Container use is ideal for this fresh food. Admittedly, there can be a problem but the saving in packaging waste is 100% – Zero Waste. It also saves packaging costs for supermarkets.
Sainsbury’s said No, Morrison’s said No, Waitrose said Yes, but I may have just struck lucky on that particular day. Morrison’s did suggest I speak withthe manager, but I’d had a long day and I just wanted to get home!
Hi John, these are specific suppliers at the Farmers Market. One joint (Tudor Pork) is of a type that I’ve seen nowhere else, and the other, which was beef was of a quality that blew our socks off 🙂
For other meats I’m enjoying exploring various local butchers (Pilkingtons on the Green in Cleeve are lovely people and very accomodating) but sometimes my priority does switch to quality over zero waste.
I *still* haven’t tried the meat counter in Sainsburys, Waitrose were fine last week about it.
That comment doesn’t read quite right… I think I mean *known* quality.
Interesting interview!! 🙂
Glad you managed to reduce waste so much!!
would still prefer fresh over frozen myself (though it probably depends when was it frozen and how long has it been ‘fresh’ too – freshest is best..)
We’re buying cheese in just plastic containers in a mini-supermarket now (Mum did it too!! once on her own!! YAY!! :)) am still afraid to buy meat.. (though they might give some to me too, but I’m an ex-vegetarian, very grossed out!! :)) Also, what about washing the reusable plastic containers? and how ‘safe’is it? (re: possible infection with bacteria or such..)
I mean, humanity survived well without plastic bags.. Still not quite certain how to go about it..
(Though I have heard stories about chemicals from plastic film etc being bad, so I try to stay away from that..)
Is there a site on ‘good’ reusable containers?
There was an article on Care2 about some of them (lunchboxes for kids specifically) being iffy.. (?)
Excellent account of zero waste meeting real life!

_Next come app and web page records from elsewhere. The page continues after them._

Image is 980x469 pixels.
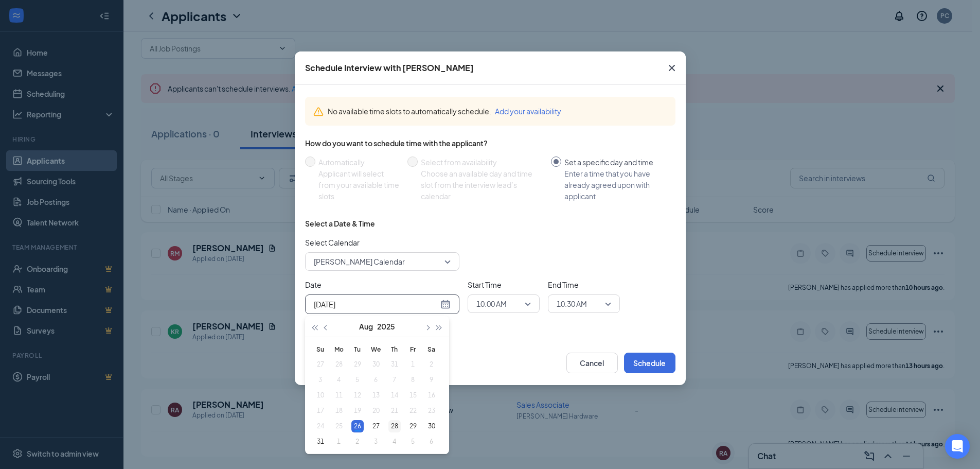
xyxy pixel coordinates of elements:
[351,435,364,448] div: 2
[318,168,399,202] div: Applicant will select from your available time slots
[422,341,441,356] th: Sa
[564,168,667,202] div: Enter a time that you have already agreed upon with applicant
[404,341,422,356] th: Fr
[305,218,375,228] div: Select a Date & Time
[557,296,587,311] span: 10:30 AM
[329,341,348,356] th: Mo
[305,279,459,290] span: Date
[425,435,437,448] div: 6
[386,341,404,356] th: Th
[314,254,405,269] span: [PERSON_NAME] Calendar
[305,62,473,74] div: Schedule Interview with [PERSON_NAME]
[658,52,686,84] button: Close
[407,435,419,448] div: 5
[386,418,404,434] td: 2025-08-28
[567,353,618,373] button: Cancel
[329,434,348,449] td: 2025-09-01
[314,299,438,310] input: Aug 26, 2025
[377,316,395,336] button: 2025
[328,106,667,117] div: No available time slots to automatically schedule.
[305,138,675,148] div: How do you want to schedule time with the applicant?
[422,418,441,434] td: 2025-08-30
[351,419,364,432] div: 26
[467,279,540,290] span: Start Time
[421,156,543,168] div: Select from availability
[367,418,386,434] td: 2025-08-27
[404,418,422,434] td: 2025-08-29
[421,168,543,202] div: Choose an available day and time slot from the interview lead’s calendar
[370,419,382,432] div: 27
[404,434,422,449] td: 2025-09-05
[333,435,345,448] div: 1
[476,296,507,311] span: 10:00 AM
[311,434,329,449] td: 2025-08-31
[495,106,561,117] button: Add your availability
[945,434,969,458] div: Open Intercom Messenger
[314,107,323,117] svg: Warning
[407,419,419,432] div: 29
[666,62,678,74] svg: Cross
[348,434,367,449] td: 2025-09-02
[314,435,326,448] div: 31
[389,419,401,432] div: 28
[348,418,367,434] td: 2025-08-26
[370,435,382,448] div: 3
[624,353,675,373] button: Schedule
[367,434,386,449] td: 2025-09-03
[386,434,404,449] td: 2025-09-04
[305,236,459,248] span: Select Calendar
[564,156,667,168] div: Set a specific day and time
[422,434,441,449] td: 2025-09-06
[311,341,329,356] th: Su
[389,435,401,448] div: 4
[359,316,373,336] button: Aug
[548,279,620,290] span: End Time
[348,341,367,356] th: Tu
[318,156,399,168] div: Automatically
[367,341,386,356] th: We
[425,419,437,432] div: 30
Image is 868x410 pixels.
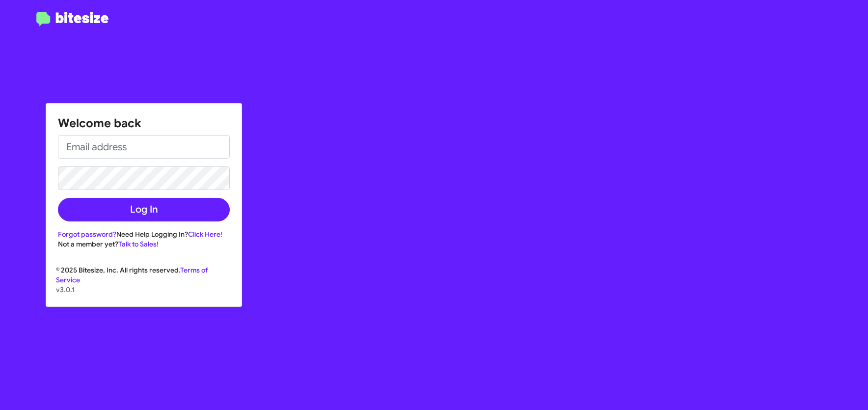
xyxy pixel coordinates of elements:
input: Email address [58,135,230,159]
div: Need Help Logging In? [58,229,230,240]
h1: Welcome back [58,116,230,131]
a: Talk to Sales! [118,240,158,249]
div: Not a member yet? [58,240,230,249]
a: Forgot password? [58,230,116,239]
div: © 2025 Bitesize, Inc. All rights reserved. [46,265,241,307]
button: Log In [58,198,230,221]
p: v3.0.1 [56,285,232,295]
a: Click Here! [188,230,222,239]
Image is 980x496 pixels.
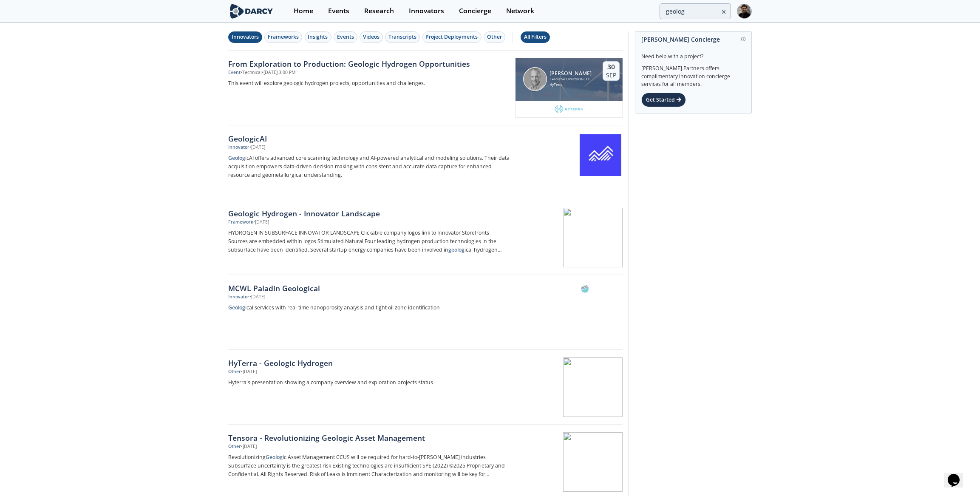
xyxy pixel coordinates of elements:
[228,283,509,293] div: MCWL Paladin Geological
[293,7,313,15] div: Home
[228,453,509,478] p: Revolutionizing ic Asset Management CCUS will be required for hard-to-[PERSON_NAME] industries Su...
[389,33,416,41] div: Transcripts
[228,4,275,19] img: logo-wide.svg
[228,69,240,76] div: Event
[249,293,265,301] div: • [DATE]
[228,303,509,312] p: ical services with real-time nanoporosity analysis and tight oil zone identification
[268,33,299,41] div: Frameworks
[305,32,332,43] button: Insights
[328,7,349,15] div: Events
[641,32,745,46] div: [PERSON_NAME] Concierge
[228,50,622,125] a: From Exploration to Production: Geologic Hydrogen Opportunities Event •Technical•[DATE] 3:00 PM T...
[228,432,509,443] div: Tensora - Revolutionizing Geologic Asset Management
[228,125,622,200] a: GeologicAI Innovator •[DATE] GeologicAI offers advanced core scanning technology and AI-powered a...
[426,33,478,41] div: Project Deployments
[741,37,745,42] img: information.svg
[337,33,354,41] div: Events
[231,33,259,41] div: Innovators
[308,33,328,41] div: Insights
[228,154,509,179] p: icAI offers advanced core scanning technology and AI-powered analytical and modeling solutions. T...
[659,3,731,19] input: Advanced Search
[264,32,302,43] button: Frameworks
[333,32,358,43] button: Events
[579,283,621,297] img: MCWL Paladin Geological
[228,378,509,387] p: Hyterra's presentation showing a company overview and exploration projects status
[385,32,420,43] button: Transcripts
[228,358,509,368] div: HyTerra - Geologic Hydrogen
[523,67,547,91] img: Avon McIntyre
[363,33,380,41] div: Videos
[228,229,509,254] p: HYDROGEN IN SUBSURFACE INNOVATOR LANDSCAPE Clickable company logos link to Innovator Storefronts ...
[228,154,245,161] strong: Geolog
[554,104,584,114] img: e45dbe81-9037-4a7e-9e9d-dde2218fbd0b
[736,4,752,19] img: Profile
[641,93,686,107] div: Get Started
[459,7,491,15] div: Concierge
[579,134,621,176] img: GeologicAI
[253,219,269,226] div: • [DATE]
[228,304,245,311] strong: Geolog
[228,219,253,226] div: Framework
[422,32,481,43] button: Project Deployments
[228,58,509,69] div: From Exploration to Production: Geologic Hydrogen Opportunities
[641,46,745,60] div: Need help with a project?
[266,453,283,460] strong: Geolog
[487,33,502,41] div: Other
[228,293,249,301] div: Innovator
[606,72,616,79] div: Sep
[228,32,262,43] button: Innovators
[241,443,257,450] div: • [DATE]
[359,32,383,43] button: Videos
[228,443,241,450] div: Other
[240,69,295,76] div: • Technical • [DATE] 3:00 PM
[228,274,622,349] a: MCWL Paladin Geological Innovator •[DATE] Geological services with real-time nanoporosity analysi...
[249,144,265,151] div: • [DATE]
[550,77,591,82] div: Executive Director & CTO
[228,368,241,375] div: Other
[521,32,550,43] button: All Filters
[483,32,505,43] button: Other
[364,7,393,15] div: Research
[241,368,257,375] div: • [DATE]
[228,200,622,274] a: Geologic Hydrogen - Innovator Landscape Framework •[DATE] HYDROGEN IN SUBSURFACE INNOVATOR LANDSC...
[228,79,509,87] p: This event will explore geologic hydrogen projects, opportunities and challenges.
[606,63,616,72] div: 30
[228,208,509,219] div: Geologic Hydrogen - Innovator Landscape
[944,462,971,487] iframe: chat widget
[524,33,547,41] div: All Filters
[448,246,464,253] strong: geolog
[228,349,622,424] a: HyTerra - Geologic Hydrogen Other •[DATE] Hyterra's presentation showing a company overview and e...
[506,7,534,15] div: Network
[409,7,444,15] div: Innovators
[641,60,745,88] div: [PERSON_NAME] Partners offers complimentary innovation concierge services for all members.
[228,133,509,144] div: GeologicAI
[550,71,591,77] div: [PERSON_NAME]
[550,82,591,87] div: HyTerra
[228,144,249,151] div: Innovator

@ Kris and others – it’s quite a balancing act trying to compare products on quality, price/value, local-ness (is that a word?!), waste, seasonality, etc. They all have their benefits, but it’s rare to satisfy all of them in one product! I think our best bet is to encourage the makers of the products we really want to buy to reduce unnecessary packaging. As they are often independent, small-scale producers, hopefully they will be open to suggestions or at least perhaps able to tell you why they can’t do more (e.g. laws on re-use or appropriate materials).